Washing Cars
Car wash products have never been our favorites.
We believe that the best place to wash a car isn’t at home but in a professional car wash establishment. Commercial car wash locations are set up to furnish water for spot free rinses at a reasonable cost, to recycle water, and to get rid of the wastewater in a much more environmentally friendly way than you can at your home. At home, the soap, chemicals, and wastewater end up in the worst place you could put them–in the storm drain.
Nevertheless, home car washing is extremely popular, and there are probably worse things people could do with their time than washing their cars.
We sell a garden hose filter with a softening cartridge that has been very popular. It isn’t perfect, but if you use it according to instructions it will do a fair job of knocking down the hardness minerals (calcium and magnesium) that cause spots on cars. This helps in many cases but in others not so much, because the softening process (whether it’s done by our tiny cartridge or by a full-fledged home water softener) doesn’t always solve the problem. Softening removes the hardness (calcium and magnesium) from the water, but it adds an equal amount of sodium, which also can cause spotting. So, washing with softened water helps, but you often still have to wipe away the spots caused by the sodium.
The only way to get a real spot free wash is with low mineral water and the only practical ways to produce this are with deionization (DI) or reverse osmosis (RO), or with a combination of the two.
Softening “exchanges” ions–salt for calcium and magnesium–but DI removes all of the minerals. DI makes water that’s perfect for a spot-free car wash, but it has the drawback of being very expensive. Softener resin can be regenerated at home, but DI resin can’t, and it doesn’t last long. The small garden hose car wash “filters” that come and go (Mr. Clean, for example) are DI units. They work well, but cost is so high that it would almost make more sense to trade in your car for a new one when it gets dirty. There are lots of larger refillable DI home car wash units on the internet now that allow you to buy resin in bulk to cut the cost. Buying in bulk is better than buying small individual cartridges, but any way you do it, DI costs a lot and continually changing the resin is no fun.
Reverse Osmosis removes about 95% of the minerals in water–both hardness minerals and sodium–not by exchanging but by straining them out. RO is what car wash establishments use to get “spot free” water, and it is the most economical way to do it at home.
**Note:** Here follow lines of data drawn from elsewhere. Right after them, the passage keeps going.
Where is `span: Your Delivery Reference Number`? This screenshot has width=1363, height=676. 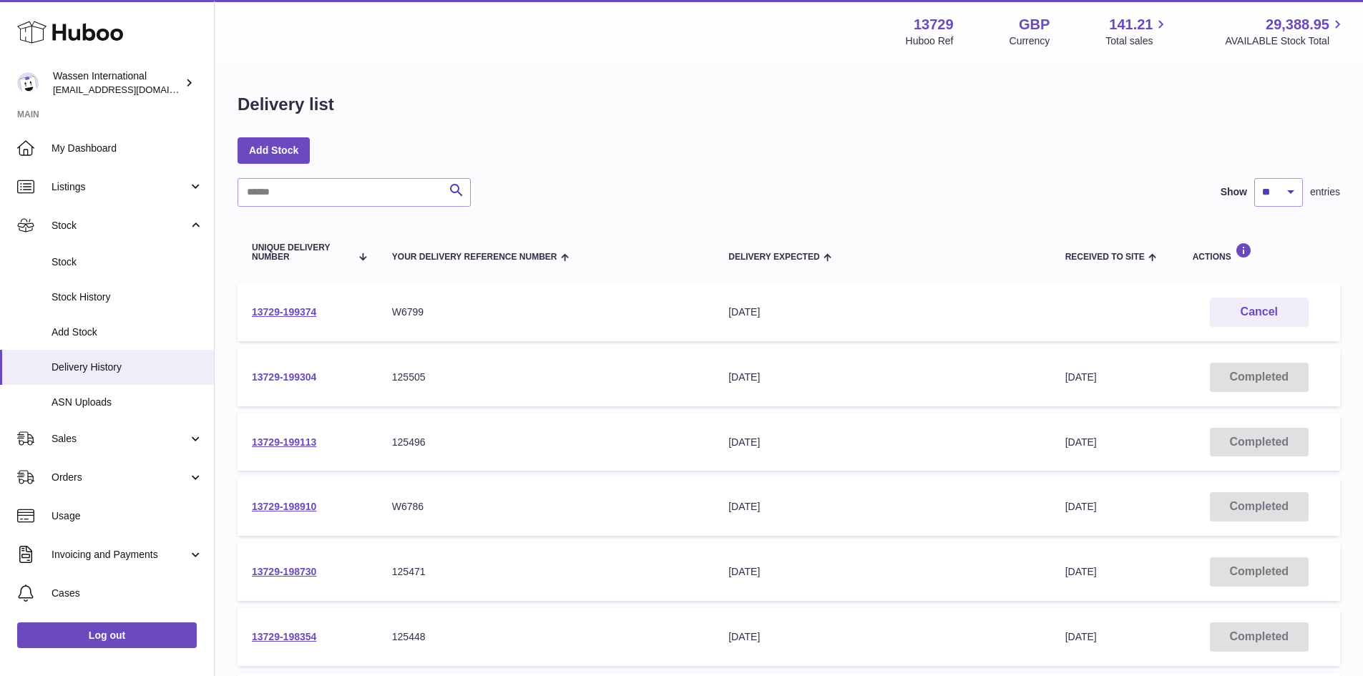
span: Your Delivery Reference Number is located at coordinates (474, 257).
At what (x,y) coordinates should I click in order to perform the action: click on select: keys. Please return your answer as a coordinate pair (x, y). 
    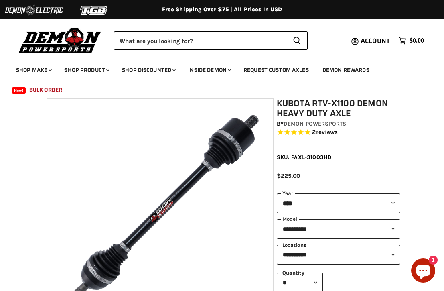
    Looking at the image, I should click on (339, 254).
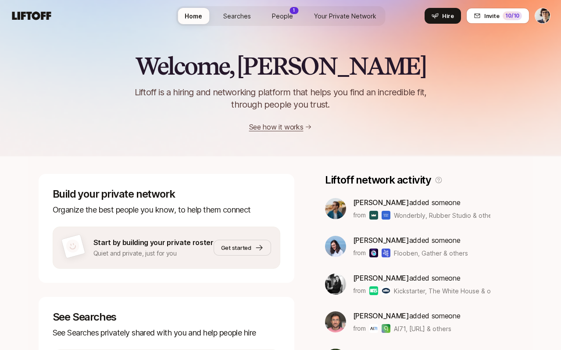 This screenshot has height=350, width=561. What do you see at coordinates (283, 16) in the screenshot?
I see `span: People` at bounding box center [283, 16].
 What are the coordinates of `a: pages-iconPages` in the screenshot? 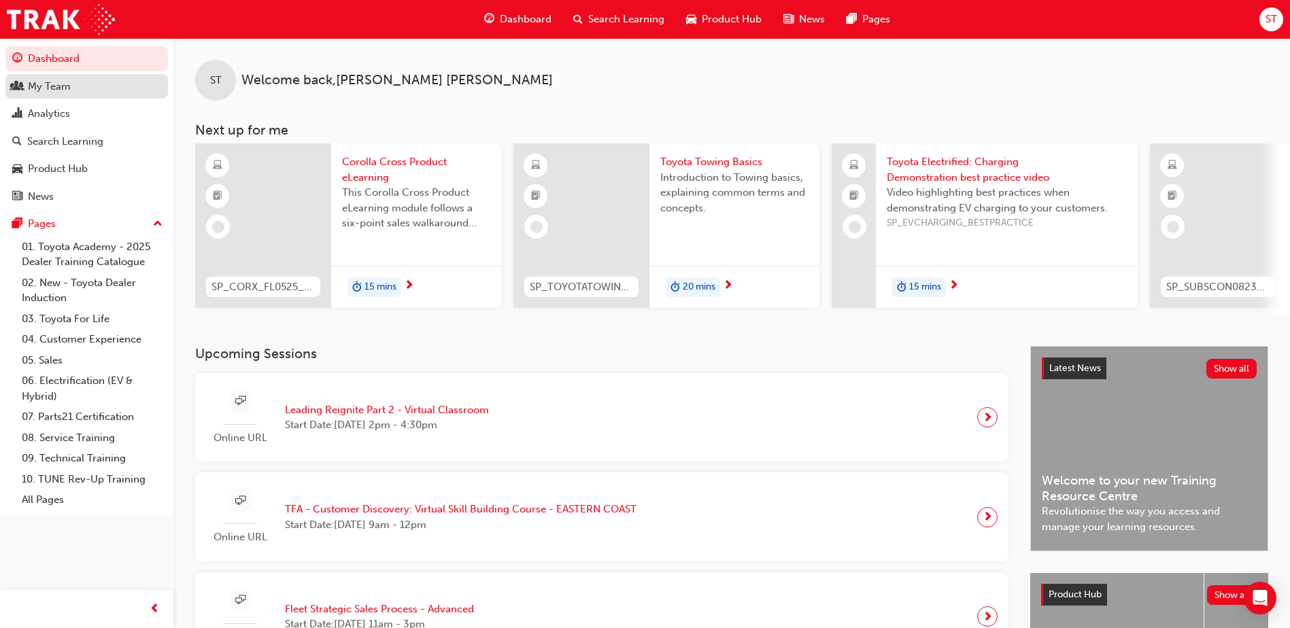 It's located at (868, 19).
RO is a slow process, so a storage tank is needed. In the simple home RO car wash setup shown above, the small RO unit might need half a day or more to put enough water into the storage tank to wash a car. (But, what’s time to an RO unit?) The low-mineral RO water is then sprayed onto the car using the small “demand” pump. If only the final rinse is done with RO water, a small tankful of water is plenty.
Although there is an initial investment, RO is the most economical source of spot-free rinse water. The simple unit shown above, without the tank (any plastic tank, including a strong garbage can will work) costs only about $350 for the essential parts–the RO unit and the pump. Upkeep is small.
This simple system can be enhanced with items like a float shutoff to make filling automatic, larger tanks and larger pumps. The small “countertop” RO unit will make as much water as you want if you give it the time.
This simple system, of course, does not have to be used for car washing. It works well for small greenhouses, aquariums, and more–any venue in which a small amount of top quality water is needed.
RO water is a lot like rainwater, so having the system shown above is like having a rain barrel but not having to wait for it to rain.